Roll of Honour 2023
P AGE 29
W ORLD W AR O NE (1914 - 1918) INCLUDING THOSE WHO DIED LATER AS A RESULT OF THIS WAR
S T . E DWARD ’ S S CHOOL , O XFORD R OLL OF H ONOUR
Name RICHARD CONNER (Major)
Lef SES 1886
Roll Number 434 Died 07:09:1915
Set / House -
Arrive SES 1879
Where BROOKWOOD CEMETERY, WOKING Serving with GLOUCESTERSHIRE REGIMENT
Age 47
Buried Devon Remembered St. Cuthbert’s Roman Catholic Church WW1 Memorial, North Tyneside, The St. Edward’s School Chapel (Wooden Plaque) and The Cloisters Stone Memorial Born Carrigaline, Cork, Ireland 1868, the younger of two SES brothers, sons of an Army Captain. He arrived at the School, together with his brother, where they remained for seven years. He was in the Cricket XI in his final year and in the VIth Form. On leaving the School, he joined the regular army in 1888 with the Gloucestershire Regiment. He served throughout the Boer War as a Captain in the 1/2 Battalion, wounded at Nicholson’s Nek, then taken prisoner in 1900 outside Ladysmith, later released. He was awarded the Queen’s South African Medal with 3 Clasps and the King’s South African Medal with 2 Clasps. He later returned to England and commanded a military depot in Bristol. With the outbreak of WW1, he held the rank of Major and was taken prisoner at Ypres in May 1915 and sent to a camp in Gutersloh, Westphalia where it was found that he had contracted a serious throat infection which turned out to be incurable (probably cancer). He was treated well by his captors and exchanged in July 1915: ‘Nothing could exceed the kindness of the doctors to him’ (a fellow patient) and sent back to a London hospital, where he was operated on, but from which he died later in September 1915.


# Work item
Scan the data for "Denmark" and copy the lines it appears in.

# Exercise material
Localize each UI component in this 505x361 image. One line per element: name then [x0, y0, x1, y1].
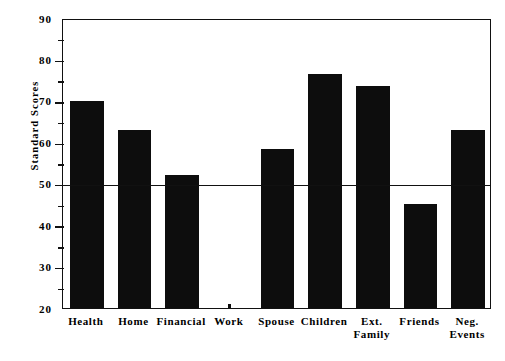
bar: [70, 101, 103, 308]
bar: [228, 304, 231, 308]
y-tick-minor: [58, 164, 64, 165]
y-tick-minor: [58, 247, 64, 248]
y-tick-label: 60: [8, 138, 52, 149]
bar-chart: Life Stressors Standard Scores 203040506…: [0, 0, 505, 361]
bar: [356, 86, 389, 308]
y-tick-minor: [58, 206, 64, 207]
y-tick-label: 40: [8, 221, 52, 232]
bar: [308, 74, 341, 308]
y-tick-label: 80: [8, 55, 52, 66]
bar: [165, 175, 198, 308]
y-tick-minor: [58, 81, 64, 82]
bar: [261, 149, 294, 309]
x-tick-label: Neg. Events: [437, 315, 497, 341]
bar: [451, 130, 484, 308]
y-tick-minor: [58, 40, 64, 41]
y-tick-minor: [58, 289, 64, 290]
y-tick-major: [55, 61, 64, 62]
y-tick-label: 30: [8, 262, 52, 273]
bar: [118, 130, 151, 308]
y-tick-label: 90: [8, 14, 52, 25]
y-tick-major: [55, 144, 64, 145]
bar: [404, 204, 437, 308]
y-tick-major: [55, 226, 64, 227]
y-tick-label: 20: [8, 304, 52, 315]
y-tick-label: 50: [8, 179, 52, 190]
plot-area: [62, 19, 491, 309]
reference-line-50: [63, 185, 490, 186]
y-tick-label: 70: [8, 96, 52, 107]
y-tick-major: [55, 102, 64, 103]
y-tick-major: [55, 268, 64, 269]
y-tick-minor: [58, 123, 64, 124]
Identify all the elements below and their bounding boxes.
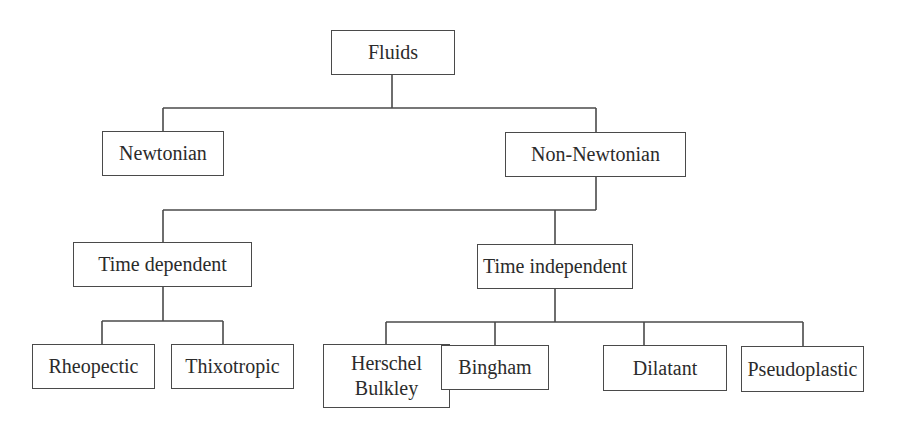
- node-pseudoplastic: Pseudoplastic: [741, 346, 864, 392]
- node-rheopectic: Rheopectic: [32, 344, 155, 389]
- node-bingham: Bingham: [441, 345, 549, 390]
- node-time-dependent: Time dependent: [73, 242, 252, 287]
- node-fluids: Fluids: [331, 30, 455, 75]
- node-time-independent: Time independent: [477, 244, 633, 289]
- node-non-newtonian: Non-Newtonian: [505, 132, 686, 177]
- node-dilatant: Dilatant: [603, 345, 727, 391]
- node-herschel-bulkley: Herschel Bulkley: [323, 344, 450, 408]
- node-newtonian: Newtonian: [102, 131, 224, 176]
- node-thixotropic: Thixotropic: [171, 344, 294, 389]
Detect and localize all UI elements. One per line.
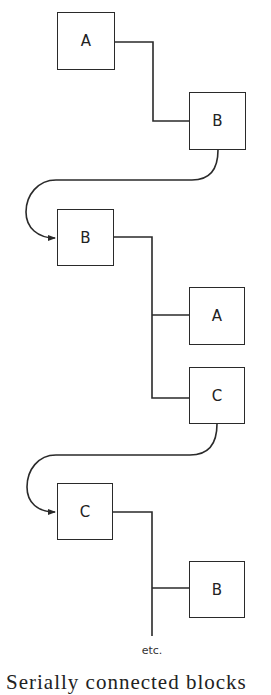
block-label: B [212, 581, 222, 599]
block-label: A [81, 32, 91, 50]
connector-b-b2-curve [26, 150, 218, 238]
continuation-label: etc. [136, 644, 168, 657]
block-label: C [80, 503, 90, 521]
block-b-3: B [189, 561, 245, 618]
block-label: A [212, 307, 222, 325]
block-a-2: A [189, 287, 245, 345]
block-c-2: C [57, 483, 113, 540]
figure-caption: Serially connected blocks [6, 670, 247, 695]
block-label: C [212, 387, 222, 405]
block-c-1: C [189, 367, 245, 424]
block-label: B [212, 112, 222, 130]
connector-c2-branch [113, 512, 152, 636]
block-b-2: B [57, 209, 114, 266]
connector-b2-branch [114, 237, 189, 398]
connector-c-c2-curve [27, 424, 217, 512]
block-b-1: B [189, 92, 246, 150]
connector-a-b [115, 42, 189, 121]
block-a-1: A [57, 12, 115, 70]
block-label: B [80, 229, 90, 247]
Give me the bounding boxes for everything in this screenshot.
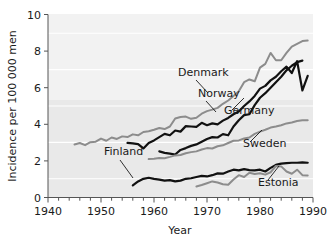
series-label-finland: Finland [104,145,143,158]
y-tick-label: 2 [34,155,41,168]
y-tick-label: 0 [34,192,41,205]
x-axis-title: Year [167,224,192,237]
x-tick-label: 1950 [87,205,115,218]
x-axis-tick-labels: 194019501960197019801990 [34,205,327,218]
y-axis-ticks [44,15,48,198]
x-tick-label: 1980 [246,205,274,218]
x-axis-ticks [48,198,313,203]
series-label-denmark: Denmark [178,66,229,79]
incidence-line-chart: 0246810 194019501960197019801990 Denmark… [0,0,327,245]
y-tick-label: 6 [34,82,41,95]
y-axis-tick-labels: 0246810 [27,9,41,205]
y-tick-label: 10 [27,9,41,22]
x-tick-label: 1940 [34,205,62,218]
x-tick-label: 1990 [299,205,327,218]
series-label-estonia: Estonia [258,176,299,189]
y-tick-label: 4 [34,118,41,131]
series-label-sweden: Sweden [243,137,286,150]
x-tick-label: 1960 [140,205,168,218]
x-tick-label: 1970 [193,205,221,218]
series-label-germany: Germany [224,104,275,117]
series-label-norway: Norway [198,87,240,100]
y-axis-title: Incidence per 100 000 men [6,30,19,182]
chart-figure: 0246810 194019501960197019801990 Denmark… [0,0,327,245]
y-tick-label: 8 [34,45,41,58]
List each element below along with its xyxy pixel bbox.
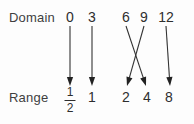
arrowhead-12-to-8 — [166, 77, 172, 86]
mapping-line-12-to-8 — [166, 26, 170, 79]
arrowhead-9-to-2 — [126, 76, 132, 86]
arrowhead-3-to-1 — [89, 77, 95, 86]
mapping-line-6-to-4 — [126, 26, 144, 79]
domain-range-mapping-figure: Domain Range 0 3 6 9 12 1 2 1 2 4 8 — [0, 0, 194, 124]
mapping-arrows — [0, 0, 194, 124]
mapping-line-9-to-2 — [129, 26, 144, 79]
arrowhead-6-to-4 — [140, 76, 146, 86]
arrowhead-0-to-1/2 — [67, 77, 73, 86]
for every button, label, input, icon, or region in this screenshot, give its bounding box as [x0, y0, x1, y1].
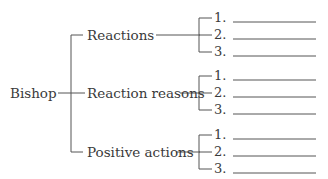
branch-label-positive-actions: Positive actions [87, 144, 194, 160]
item-number: 1. [214, 10, 226, 26]
item-number: 1. [214, 127, 226, 143]
item-number: 3. [214, 161, 226, 177]
item-number: 1. [214, 68, 226, 84]
item-number: 2. [214, 27, 226, 43]
root-label: Bishop [10, 85, 57, 101]
branch-label-reaction-reasons: Reaction reasons [87, 85, 205, 101]
item-number: 2. [214, 85, 226, 101]
item-number: 2. [214, 144, 226, 160]
item-number: 3. [214, 44, 226, 60]
branch-label-reactions: Reactions [87, 27, 154, 43]
item-number: 3. [214, 102, 226, 118]
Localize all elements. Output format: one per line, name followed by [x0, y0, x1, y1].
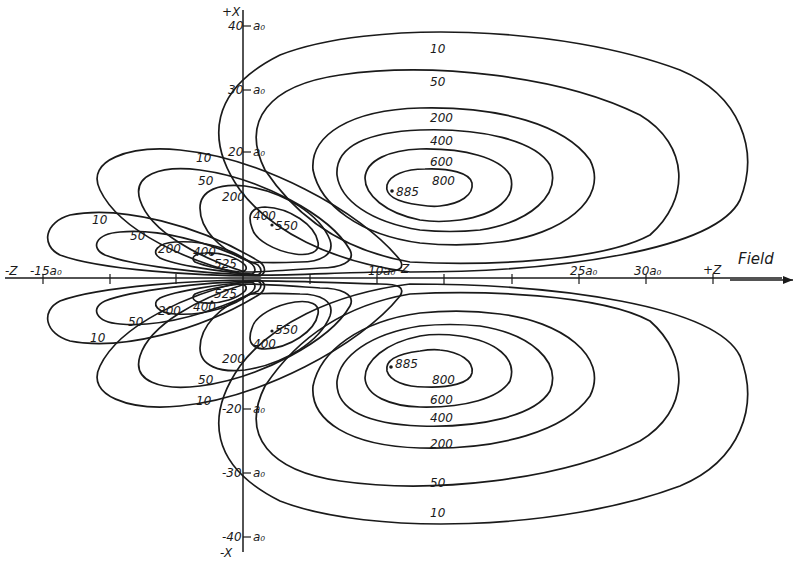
contour-label: 400 — [193, 245, 216, 259]
axes — [5, 10, 793, 552]
contour-label: 50 — [430, 75, 446, 89]
contour-label: 50 — [198, 373, 214, 387]
contour-label: 10 — [196, 394, 212, 408]
field-label: Field — [738, 250, 774, 268]
contour-label: 200 — [430, 111, 453, 125]
axis-labels: +X -X -Z +Z Field -15a₀ 10a₀ Z 25a₀ 30a₀… — [5, 5, 774, 560]
peak-value: 550 — [275, 219, 298, 233]
upper-left-lobe: 10 50 200 400 525 — [48, 212, 265, 276]
contour-label: 800 — [432, 373, 455, 387]
y-tick-unit: a₀ — [253, 83, 265, 97]
contour-label: 200 — [222, 190, 245, 204]
y-tick-label: -40 — [222, 530, 242, 544]
contour-label: 10 — [430, 42, 446, 56]
contour-label: 400 — [253, 337, 276, 351]
contour-label: 200 — [430, 437, 453, 451]
peak-value: 885 — [396, 185, 419, 199]
arrow-head-icon — [783, 276, 793, 284]
peak-value: 525 — [214, 257, 237, 271]
y-tick-label: -20 — [222, 402, 242, 416]
lower-right-lobe: 885 800 600 400 200 50 10 — [219, 284, 748, 524]
y-tick-unit: a₀ — [253, 466, 265, 480]
contour-diagram: +X -X -Z +Z Field -15a₀ 10a₀ Z 25a₀ 30a₀… — [0, 0, 803, 563]
contour-label: 50 — [430, 476, 446, 490]
y-axis-negative-label: -X — [220, 546, 233, 560]
x-axis-negative-label: -Z — [5, 264, 18, 278]
contour-label: 10 — [90, 331, 106, 345]
contour-label: 400 — [193, 300, 216, 314]
peak-value: 525 — [214, 287, 237, 301]
contour-label: 800 — [432, 174, 455, 188]
y-tick-label: 40 — [228, 19, 244, 33]
contour-label: 600 — [430, 393, 453, 407]
x-tick-label: -15a₀ — [30, 264, 62, 278]
contour-label: 200 — [158, 304, 181, 318]
y-axis-positive-label: +X — [222, 5, 241, 19]
contour-label: 600 — [430, 155, 453, 169]
contour-label: 400 — [430, 411, 453, 425]
contour-label: 200 — [222, 352, 245, 366]
y-tick-unit: a₀ — [253, 19, 265, 33]
peak-value: 885 — [395, 357, 418, 371]
contour-label: 50 — [130, 229, 146, 243]
x-tick-label: 25a₀ — [570, 264, 598, 278]
contour-label: 10 — [430, 506, 446, 520]
contour-label: 10 — [92, 213, 108, 227]
lower-left-lobe: 525 400 200 50 10 — [48, 280, 265, 345]
x-tick-label: 30a₀ — [634, 264, 662, 278]
contour-label: 400 — [253, 209, 276, 223]
contour-label: 400 — [430, 134, 453, 148]
x-axis-positive-label: +Z — [703, 263, 722, 277]
contour-label: 10 — [196, 151, 212, 165]
contour-label: 200 — [158, 242, 181, 256]
y-tick-unit: a₀ — [253, 530, 265, 544]
y-tick-unit: a₀ — [253, 402, 265, 416]
y-tick-label: 20 — [228, 145, 244, 159]
contour-label: 50 — [198, 174, 214, 188]
upper-right-lobe: 10 50 200 400 600 800 885 — [219, 32, 748, 272]
contour-label: 50 — [128, 315, 144, 329]
peak-value: 550 — [275, 323, 298, 337]
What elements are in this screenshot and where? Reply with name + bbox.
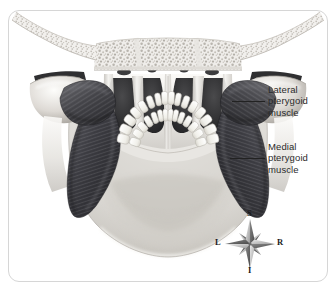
compass-label-superior: S (247, 209, 252, 218)
compass-label-inferior: I (248, 266, 251, 275)
leader-line-lateral-pterygoid (232, 101, 265, 102)
compass-label-left: L (215, 238, 221, 247)
trabecular-bone-band (94, 38, 242, 71)
lateral-pterygoid-muscle-left (60, 81, 116, 126)
zygomatic-arch-right (240, 12, 324, 60)
leader-line-medial-pterygoid (230, 158, 265, 159)
orientation-compass-rose: S I L R (216, 210, 284, 278)
zygomatic-arch-left (12, 12, 96, 60)
label-medial-pterygoid-muscle: Medial pterygoid muscle (268, 141, 308, 175)
label-lateral-pterygoid-muscle: Lateral pterygoid muscle (268, 84, 308, 118)
compass-label-right: R (277, 238, 283, 247)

# Exercise result
series-label-denmark: Denmark [178,66,229,79]
incidence-line-chart: 0246810 194019501960197019801990 Denmark… [0,0,327,245]
chart-figure: 0246810 194019501960197019801990 Denmark… [0,0,327,245]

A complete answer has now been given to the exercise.